Notes on immigration and the politics of exclusion

What is most troubling about the treatment of immigrants is not just the closing of borders, the targeting for marginal status and surveillance and harassment of selective groups among residents, or the reactionary nationalisms that have gone with this, but also the politicization of conditions of national belonging. I was told by a hospital psychiatrist in 2013 that I was not acting "American." He implored me in a parody of encouragement to "be American with me." He surely knew there was no answer to this question or way to comply; it is nonsense, and he was looking for an excuse.

In democracies, "the people" are theoretically sovereign and the government is supposed to represent and serve them. So how do we get to a situation where governments (and perhaps majorities that they appear to represent) choose their people? Is the nation like a God that people are supposed to obey?

Of course, one thing is hopeful about the United States in this respect: historically. we do not have an ethnicity proper to citizenship that most of us share.

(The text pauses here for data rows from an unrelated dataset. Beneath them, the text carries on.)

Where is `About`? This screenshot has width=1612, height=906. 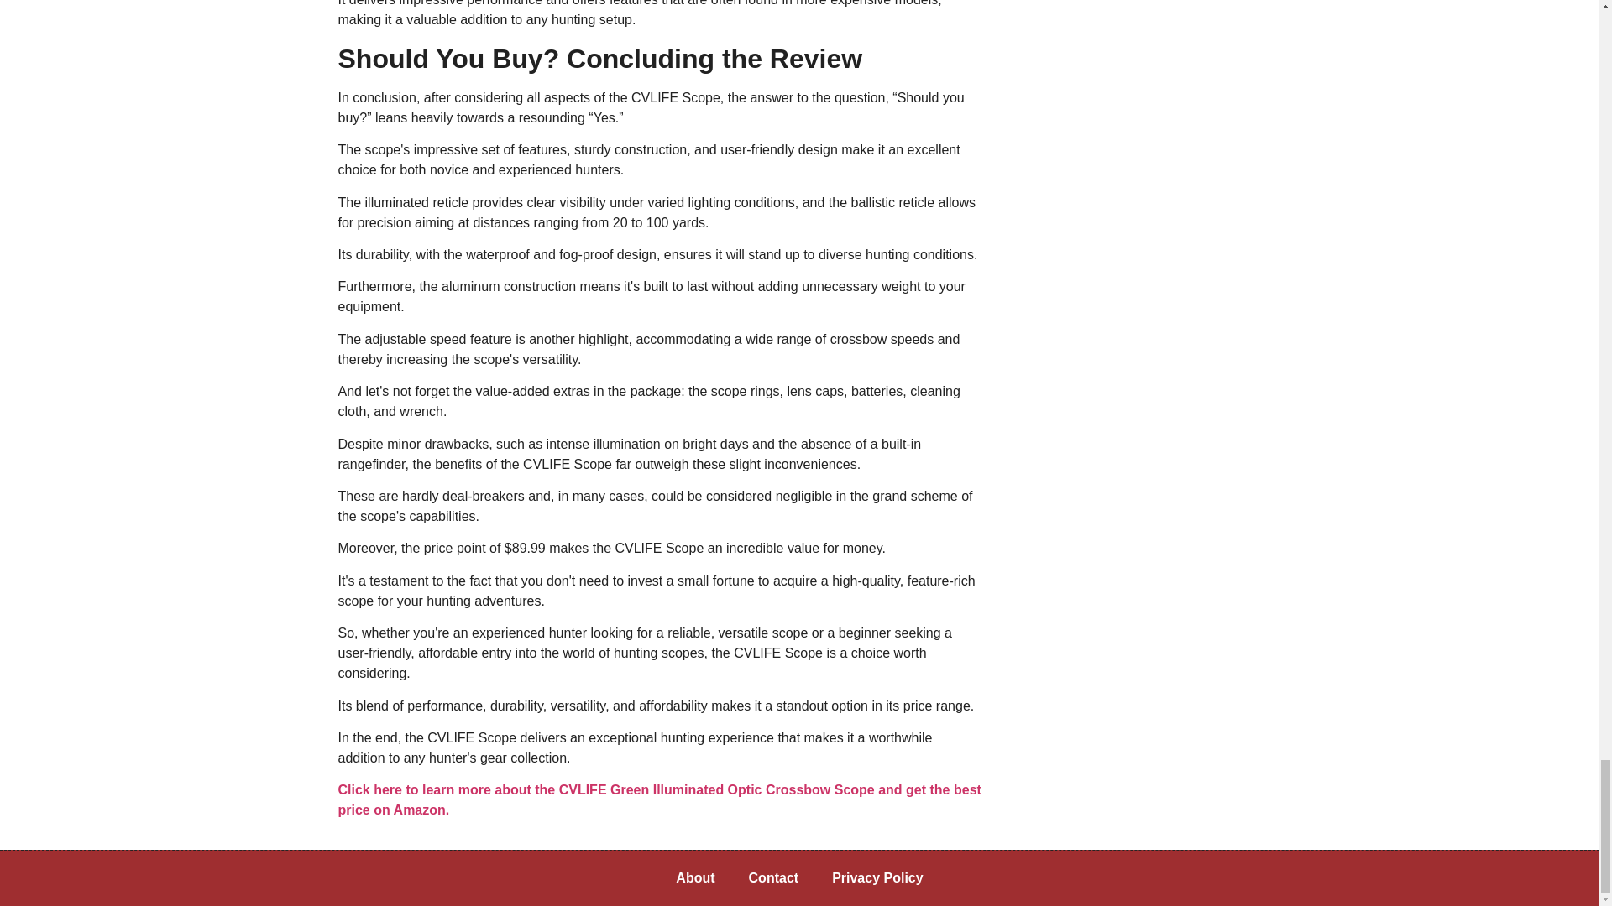
About is located at coordinates (695, 878).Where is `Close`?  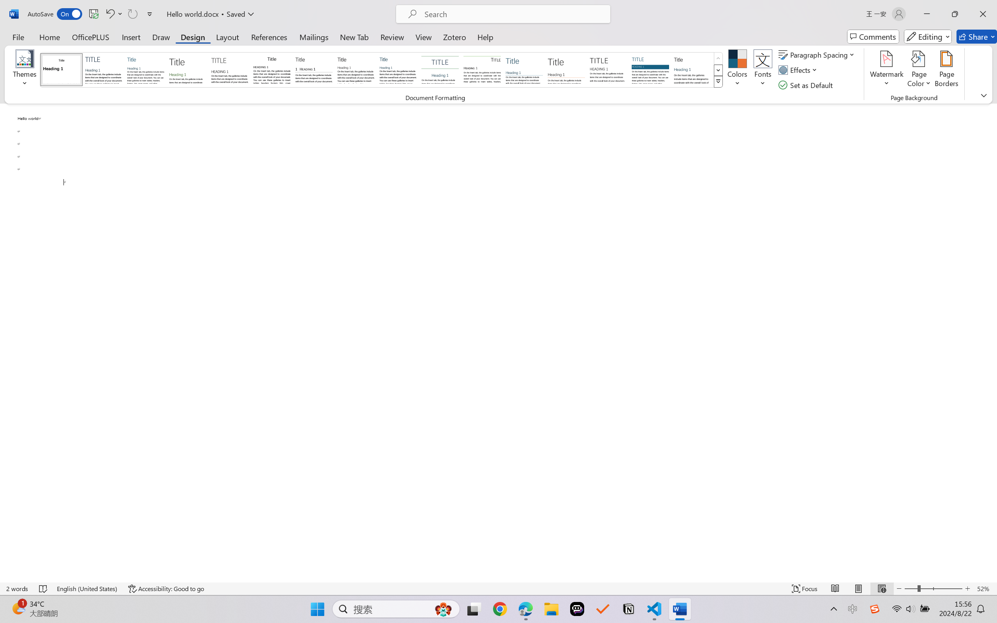
Close is located at coordinates (983, 14).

Neither citizenship nor rights normally due citizens should normally be conditioned on possession of any attribute or belonging to any demographical category or type of persons. It is bad enough that our vaunted demographical tolerance is often overwhelmed by our profound moral intolerances. Trump does not like the victims of global inequality and war, but they built much of this country. It can be improved, or just guarded.

(There are certainly forms of social power that work by inclusion more than exclusion. and perhaps by encouragements rather than interdictions and punishments, as the work of contemporary German philosopher and social theorist Byung-Chul Han has suggested. If the new forms are subtler, the older ones are crueler, and after a long period of the pseudo-liberalism and softer power that emerged after the 60s, we seem to be witnessing reversions to them, as nations worry about how to cope with globalism when it has meant that capital travels easily and laboring and suffering bodies problematically, as they are both needed and not needed, presenting both opportunities and risk or liabilities. The causes and degrees of risk or suffering faced by migrating bodies may be treated as their own. The Central American migration crisis is largely the result of US policy going back to the late 70s, but it is very American to desire an absolute liberty for those with property or power, together with a freedom from obligations. Just as in this country class status often determines whether and how this kind of attitude is considered a, usually moral, problem. Morality is the set of obligations of have-nots to bosses who may employ or otherwise manage them).